Monday, 10 August, 2015
BOE’s Miles Saw ‘Reasonable Case’ for Rate Increase Last
2015-08-10 17:57:51.33 GMT
By Scott Hamilton and Jennifer Ryan
(Bloomberg) — David Miles said there was a “reasonable”
argument for the Bank of England to raise interest rates last week in order to avoid faster tightening in future.
“I thought there was a case for beginning the journey now,” the BOE policy maker said in an interview in London on Monday as he explained how close he came to voting for higher borrowing costs at his final meeting on the Monetary Policy Committee. “It was a perfectly reasonable case.”
In the end, only one member of the nine-member MPC, Ian McCafferty, wanted to increase the benchmark interest rate from a record-low 0.5 percent even as the panel projected above- target inflation in three years. Most economists had anticipated that at least one other official would push for tightening.
“Sterling had gone up a bit, oil prices had fallen a bit, there were somewhat ambiguous signals from the labor market, but on balance it was a set of economic news that probably reduced at least the near-term inflation profile by a non-trivial amount,” he said. “For me that was what made the decision ultimately one to keep policy on hold.”
Miles suggested that the decision wasn’t an easy one.
“Ian McCafferty came out on one side of that and I was on the other side, but it wasn’t a compelling clear-cut case one way or the other for me.”
Miles, who joined the MPC in 2009 and is also a professor of financial economics at Imperial College Business School in London, will leave the committee on Aug. 31, to be replaced by Brevan Howard Asset Management economist Gertjan Vlieghe.
Inflation Outlook
Miles, speaking in his office at the BOE, said the date of the first interest-rate increase is less significant than the overall path of borrowing costs. It’s likely that in two to three years’ time, inflation will be around the 2 percent target, spare capacity will be “all but gone,” and the economy will be growing at 2.5 percent to 3 percent a year over that time, he said.
“You might consider that an environment in which monetary policy might move back to a more neutral level,” Miles said.
“Supposing you thought that where you might want to get to, 2 1/2 to three years down the road, is 2.5 to 3 percent on interest rates so you need 200 to 250 basis points of increases in rates and you wanted to grow gradually,” he said. “That’s quite consistent with not immediately increasing interest rates, but at the same time you wouldn’t expect to be waiting around many, many months and well into next year before you started this journey.”
Miles cautioned that delaying in increase might require faster tightening.
“The longer you leave it, the slightly more steep that trajectory becomes,” he said.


**YOUR INSTRUCTIONS**
Give all of the data below again exactly, and drop the images.

(Saved data entries)
━━━━━━━━
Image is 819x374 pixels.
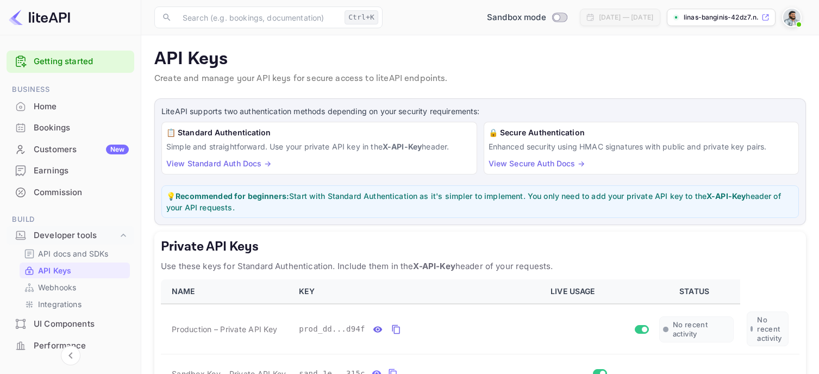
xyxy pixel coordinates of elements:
[7,335,134,357] div: Performance
[24,298,126,310] a: Integrations
[7,96,134,116] a: Home
[7,226,134,245] div: Developer tools
[7,214,134,226] span: Build
[34,144,129,156] div: Customers
[9,9,70,26] img: LiteAPI logo
[34,318,129,331] div: UI Components
[653,279,740,304] th: STATUS
[413,261,455,271] strong: X-API-Key
[684,13,759,22] p: linas-banginis-42dz7.n...
[161,260,800,273] p: Use these keys for Standard Authentication. Include them in the header of your requests.
[176,191,289,201] strong: Recommended for beginners:
[7,96,134,117] div: Home
[161,279,292,304] th: NAME
[7,139,134,160] div: CustomersNew
[7,117,134,138] a: Bookings
[7,139,134,159] a: CustomersNew
[24,282,126,293] a: Webhooks
[292,279,544,304] th: KEY
[34,165,129,177] div: Earnings
[7,335,134,356] a: Performance
[7,160,134,180] a: Earnings
[7,51,134,73] div: Getting started
[34,229,118,242] div: Developer tools
[599,13,653,22] div: [DATE] — [DATE]
[544,279,653,304] th: LIVE USAGE
[166,141,472,152] p: Simple and straightforward. Use your private API key in the header.
[106,145,129,154] div: New
[61,346,80,365] button: Collapse navigation
[487,11,546,24] span: Sandbox mode
[7,117,134,139] div: Bookings
[161,238,800,256] h5: Private API Keys
[38,298,82,310] p: Integrations
[489,159,585,168] a: View Secure Auth Docs →
[166,159,271,168] a: View Standard Auth Docs →
[345,10,378,24] div: Ctrl+K
[24,248,126,259] a: API docs and SDKs
[673,320,730,339] span: No recent activity
[166,127,472,139] h6: 📋 Standard Authentication
[7,160,134,182] div: Earnings
[154,48,806,70] p: API Keys
[166,190,794,213] p: 💡 Start with Standard Authentication as it's simpler to implement. You only need to add your priv...
[154,72,806,85] p: Create and manage your API keys for secure access to liteAPI endpoints.
[7,84,134,96] span: Business
[757,315,785,343] span: No recent activity
[383,142,422,151] strong: X-API-Key
[34,122,129,134] div: Bookings
[20,296,130,312] div: Integrations
[20,246,130,261] div: API docs and SDKs
[34,186,129,199] div: Commission
[707,191,746,201] strong: X-API-Key
[38,248,109,259] p: API docs and SDKs
[38,265,71,276] p: API Keys
[489,141,795,152] p: Enhanced security using HMAC signatures with public and private key pairs.
[34,340,129,352] div: Performance
[7,182,134,203] div: Commission
[172,323,277,335] span: Production – Private API Key
[783,9,801,26] img: Linas Banginis
[24,265,126,276] a: API Keys
[161,105,799,117] p: LiteAPI supports two authentication methods depending on your security requirements:
[176,7,340,28] input: Search (e.g. bookings, documentation)
[20,263,130,278] div: API Keys
[7,314,134,334] a: UI Components
[34,55,129,68] a: Getting started
[7,182,134,202] a: Commission
[7,314,134,335] div: UI Components
[299,323,365,335] span: prod_dd...d94f
[34,101,129,113] div: Home
[38,282,76,293] p: Webhooks
[489,127,795,139] h6: 🔒 Secure Authentication
[20,279,130,295] div: Webhooks
[483,11,571,24] div: Switch to Production mode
━━━━━━━━
**ANSWER BOX**
Image is 819x374 pixels.
xyxy pixel coordinates of elements:
[7,335,134,357] div: Performance
[24,298,126,310] a: Integrations
[7,96,134,116] a: Home
[7,226,134,245] div: Developer tools
[7,214,134,226] span: Build
[34,144,129,156] div: Customers
[9,9,70,26] img: LiteAPI logo
[34,318,129,331] div: UI Components
[653,279,740,304] th: STATUS
[413,261,455,271] strong: X-API-Key
[684,13,759,22] p: linas-banginis-42dz7.n...
[161,260,800,273] p: Use these keys for Standard Authentication. Include them in the header of your requests.
[176,191,289,201] strong: Recommended for beginners:
[7,96,134,117] div: Home
[161,279,292,304] th: NAME
[7,139,134,160] div: CustomersNew
[7,117,134,138] a: Bookings
[7,139,134,159] a: CustomersNew
[24,282,126,293] a: Webhooks
[292,279,544,304] th: KEY
[34,165,129,177] div: Earnings
[7,335,134,356] a: Performance
[7,160,134,180] a: Earnings
[7,51,134,73] div: Getting started
[34,229,118,242] div: Developer tools
[599,13,653,22] div: [DATE] — [DATE]
[544,279,653,304] th: LIVE USAGE
[166,141,472,152] p: Simple and straightforward. Use your private API key in the header.
[106,145,129,154] div: New
[61,346,80,365] button: Collapse navigation
[487,11,546,24] span: Sandbox mode
[7,117,134,139] div: Bookings
[161,238,800,256] h5: Private API Keys
[38,298,82,310] p: Integrations
[489,159,585,168] a: View Secure Auth Docs →
[166,159,271,168] a: View Standard Auth Docs →
[345,10,378,24] div: Ctrl+K
[24,248,126,259] a: API docs and SDKs
[673,320,730,339] span: No recent activity
[166,127,472,139] h6: 📋 Standard Authentication
[7,160,134,182] div: Earnings
[154,48,806,70] p: API Keys
[166,190,794,213] p: 💡 Start with Standard Authentication as it's simpler to implement. You only need to add your priv...
[154,72,806,85] p: Create and manage your API keys for secure access to liteAPI endpoints.
[7,84,134,96] span: Business
[757,315,785,343] span: No recent activity
[383,142,422,151] strong: X-API-Key
[34,122,129,134] div: Bookings
[20,296,130,312] div: Integrations
[20,246,130,261] div: API docs and SDKs
[34,186,129,199] div: Commission
[707,191,746,201] strong: X-API-Key
[38,248,109,259] p: API docs and SDKs
[38,265,71,276] p: API Keys
[489,141,795,152] p: Enhanced security using HMAC signatures with public and private key pairs.
[34,340,129,352] div: Performance
[7,182,134,203] div: Commission
[172,323,277,335] span: Production – Private API Key
[783,9,801,26] img: Linas Banginis
[24,265,126,276] a: API Keys
[161,105,799,117] p: LiteAPI supports two authentication methods depending on your security requirements:
[176,7,340,28] input: Search (e.g. bookings, documentation)
[20,263,130,278] div: API Keys
[7,314,134,334] a: UI Components
[34,55,129,68] a: Getting started
[7,182,134,202] a: Commission
[7,314,134,335] div: UI Components
[299,323,365,335] span: prod_dd...d94f
[34,101,129,113] div: Home
[38,282,76,293] p: Webhooks
[489,127,795,139] h6: 🔒 Secure Authentication
[20,279,130,295] div: Webhooks
[483,11,571,24] div: Switch to Production mode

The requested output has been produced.